Rent vs Buy in Los Angeles, CA
Los Angeles is an expensive place to buy, with a median listing price of $1,100,000. At that level, small shifts in your mortgage rate or how long you stay swing the rent-vs-buy result by a lot.
Rent averages $2,189 a month, and against that Los Angeles's prices put the price-to-rent ratio on the high side. That usually favors renting on the monthly math until appreciation and time tip the balance.
How Los Angeles compares
- Homes in Los Angeles cost 148% more than the national median of $443,255.
- Rent in Los Angeles runs roughly in line with the U.S. median of $2,200/mo.
- Homes in Los Angeles cost 47% more than the California median of $749,450.
What the numbers say
High as prices are, Los Angeles keeps the property tax rate relatively light at 0.67%. On a $1,100,000 home that works out to roughly $614 a month ($7,370 a year), trimming a steep carrying cost without making it cheap.
The renting side starts at $2,189 a month, roughly $26,268 over a year. Appreciation in Los Angeles has been running hot recently, near 8.8% a year. The calculator holds to the long-run 3 to 3.5% national average anyway, because leaning on a hot streak to last is a frequent way short-stay buyers get hurt.
For insurance we use the California average, $1,300 a year, until you can drop in an actual quote for a specific home.
Where the Los Angeles rent-vs-buy math stands out
Los Angeles's price-to-rent ratio is about 41.9: the $1,100,000 median price divided by $2,189 a month in rent over a year. That is a high ratio, which means renting is often cheaper month to month and buying leans on appreciation and a long stay to pull ahead. The ratio is the fastest gut check on a market. It does not replace the full calculation, but it tells you which side of the decision starts ahead.
With a high ratio, owning in Los Angeles usually costs more each month than renting for the early years, maintenance aside. The gap closes only as you pay down the loan and prices rise, so the real question is how long you plan to stay.
A few Los Angeles specifics sharpen that read. Under California's statewide rent cap, increases on covered units are limited to 5% plus the local change in the cost of living, with a hard ceiling of 10% in any 12-month period, which makes the renting side of the math more predictable here than in uncapped markets. Source. Census data puts the median owner-occupied home in the metro near $908,500 against a median household income around $96,405, so purchase prices sit far ahead of local incomes. Source.
Home Purchase
Enter details about the home you're considering buying
Renting
Enter details about your rental alternative
Time Horizon & Market
Detailed mode adds 17 more inputs including advanced assumptions.
Buying is cheaper over 7 years
by $31,485
Buying comes out ahead, though the margin is meaningful only if you stay the full term and your assumptions hold roughly true.
The result is robust across small changes to your inputs.
Total cost of buying
$387,138
Average $4,609 per month over 7 years
Total cost of renting
$207,949
Average $2,476 per month over 7 years
Equity Built
$245,691
What you've paid down on the loan principal over 7 years.
Net Sale Proceeds
$211,339
What you'd walk away with after selling, minus closing costs.
Investment Growth
$65,204
What the down payment could grow to if invested instead of used to buy.
This chart shows total dollars spent on each path, month by month. With your inputs and time horizon, renting stays ahead the entire time.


▶ Work item
Leaving out all pictures, copy the lines below exactly, from the line with "Locate an element" to the last line, both ends included.

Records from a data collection

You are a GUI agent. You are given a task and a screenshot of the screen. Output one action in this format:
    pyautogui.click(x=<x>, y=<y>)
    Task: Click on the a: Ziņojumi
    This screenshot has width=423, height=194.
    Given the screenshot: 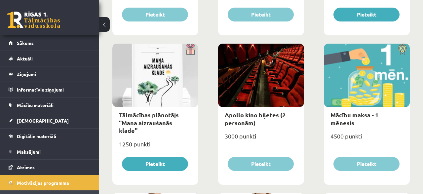 What is the action you would take?
    pyautogui.click(x=50, y=74)
    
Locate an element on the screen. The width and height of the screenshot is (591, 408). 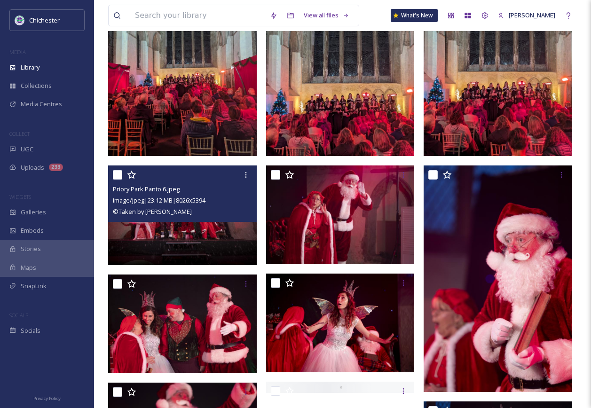
img: Priory Park Panto 7.jpeg is located at coordinates (340, 215).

▶ Written answer
Locate an element on the screen. The width and height of the screenshot is (591, 408). 
img: Priory Park Panto 7.jpeg is located at coordinates (340, 215).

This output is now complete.